John sighed as he replaced the lid of the little box and put it in his pocket.

“And what did you find in Covent Garden?” asked Laurence, with a puzzled but hopeful air. “Though I can't make head or tail of your discoveries at present!”

“In Covent Garden,” said John rather wearily, “I obtained an interesting piece of information at the premises of Messrs. Ryebody and Pratt, theatrical costumiers. And as I walked back here along Greentree Road I noticed, not for the first time, that there is a long, narrow passage about ten yards the other side of Shipman's Mews, which leads through into the recreation ground. And now,” he added, disregarding his friend's exclamation of bewilderment, “do you think you could persuade Greenaway to produce some food? I haven't had a meal since breakfast.”

“I'll leave you to your rest and refreshment,” said Sir Marion, rising, “with many thanks for bearing with my curiosity so long. I am afraid I have fatigued you a good deal... I suppose you do not happen to know the address of Dr. Merewether's solicitor?” he added, turning to Newtree. “You do? I should be glad to have it. For, should our friend Christmas by some evil chance be unable to convince the police of Merewether's innocence, I shall make it my business to procure him a good defence.”

Chapter XIX
Exit

John, who had stayed the night at Madox Court on the feeble pretext that he had an objection to going home in the dark, came to breakfast the next morning looking so heavy-eyed and pale that Laurence exclaimed in concern at the sight of him.

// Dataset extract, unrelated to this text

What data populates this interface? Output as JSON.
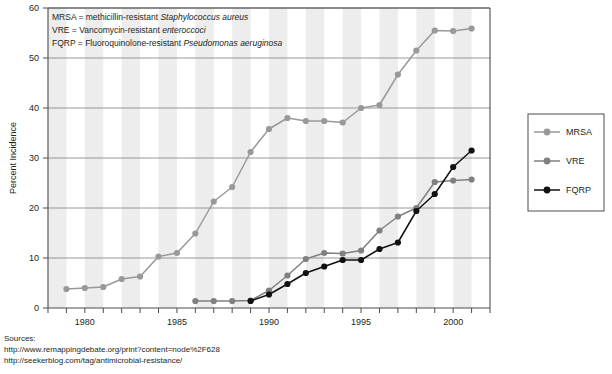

“You don't look exactly brilliant yourself,” remarked John, drawing up a chair.

“To tell you the truth,” replied Laurence, looking somewhat ashamed of himself, “I hardly slept all night, thinking of poor Merewether.”

“I didn't sleep much either,” confessed John, looking with an unfavourable eye at his eggs and bacon and pouring himself out some strong black coffee. “But I wasn't thinking of Merewether.”

His eye strayed speculatively to the newspapers that still lay folded in a pile upon the floor. Newtree subscribed to all the daily papers, under the impression that this catholicity was likely to give him good ideas for cartoons. But he rarely opened more than one or two, and the long-suffering Greenaway struggled in vain to find domestic uses for the never-ceasing accumulation of news-print.

“I haven't had the pluck to open the beastly things yet,” said Laurence, picking up one or two with a wry smile. “I suppose we shall find Merewether's name sprawled all over them. Which one shall I open first?”